Getting Started: How to set up the Snowflake account usage dashboards

Included below are instructions on how to set up your Account Usage dashboards. Access a downloadable sample workbook alongside these instructions on our Snowflake Cloud Monitoring Dashboards page.

Part One: Enable access in Snowflake

By default, only account administrators (users with the ACCOUNTADMIN role) can access this data. However, privileges can be granted to other roles in your account to allow other users access. If you are not an account administrator, you will need to be granted access.

Part Two: Open Tableau’s Account Usage dashboards

Download and open the Snowflake Account Usage Tableau workbook. You will need Tableau Desktop (version 2018.3 or greater) to open this file. If you have not downloaded Tableau Desktop before, you can start a trial here.

Part Three: Direct the workbook to your Snowflake Data Warehouse

  1. Upon opening the workbook you will be prompted to Edit the Data Source Connection. Ignore that prompt and instead create a new Sheet.
  2. Once on a new Sheet, establish three data source connections to your Snowflake instance. One data source for each of the tables identified below. If you have never connected to Snowflake from Tableau before, you can learn how here. (Please note: a driver is required.) Database: SNOWFLAKE Schema: ACCOUNT_USAGE Table: QUERY_HISTORY Database: SNOWFLAKE Schema: ACCOUNT_USAGE Table: WAREHOUSE_METERING_HISTORY Database: SNOWFLAKE Schema: ACCOUNT_USAGE Table: STORAGE_USAGE Please note: As of May 2019 these tables do not contain any cost information pertaining to Materialized Views, Automatic Clustering, or Snowpipe. That information is contained in separate tables.
  3. It’s important to note that these dashboards are designed to give you complete insight into your Snowflake account usage history. The Account Usage tables contain up to 12 months of your account usage, and depending on the extent of your adoption, may contain a large amount of data. Please keep in mind that dashboard performance is proportional to the extent of your adoption. If you'd like to focus analysis on a specific period of time consider using a data source filter or extracting the data after connecting successfully.
  4. Once you have connected to all three tables, replace those data sources with the respective tables in the workbook. This gif shows how to replace a data source in Tableau Desktop using the menu that appears with a right-click.
    • This will need to be done for all three data sources.
    • Right click and “Close” each of the old data sources.

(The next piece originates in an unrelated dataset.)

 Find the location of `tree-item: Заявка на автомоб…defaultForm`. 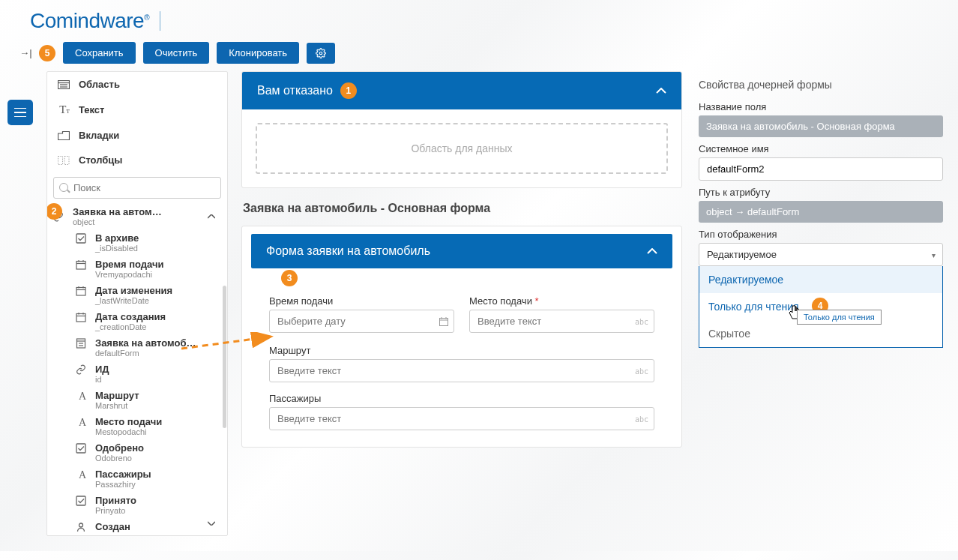

tree-item: Заявка на автомоб…defaultForm is located at coordinates (137, 348).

That’s it! Your dashboards are now ready to be explored. If you’d like to share with your team, publish these data sources and publish the dashboards to Tableau Online or Tableau Server so that you can collaborate with any other data stakeholders. Check out a completed example (using anonymized data) of the Snowflake Account Usage workbook on Tableau Public.

Get more value from Tableau and Snowflake

And of course, there’s no need to stop there. While we’ve provided a number of ways to see and understand your data, you can use Tableau’s industry-leading drag-and-drop experience to customize your own dashboards. Let your curiosity and creativity drive you to the story that best brings your data to life. Interested in sharing your unique ideas? Check out our Community Forum Discussion to collaborate on ideas and connect with the Tableau and Snowflake community. No matter where you are on your data journey, Tableau and Snowflake are committed to guiding you along the way. With data to light your path, you can act confidently, knowing that all your cloud decisions are informed decisions.


Acknowledgments Special thanks to Shobha Joshi (Snowflake), Kelly Hotta (Snowflake), and Madeleine Corneli (Tableau) for their collaboration in the development of these materials.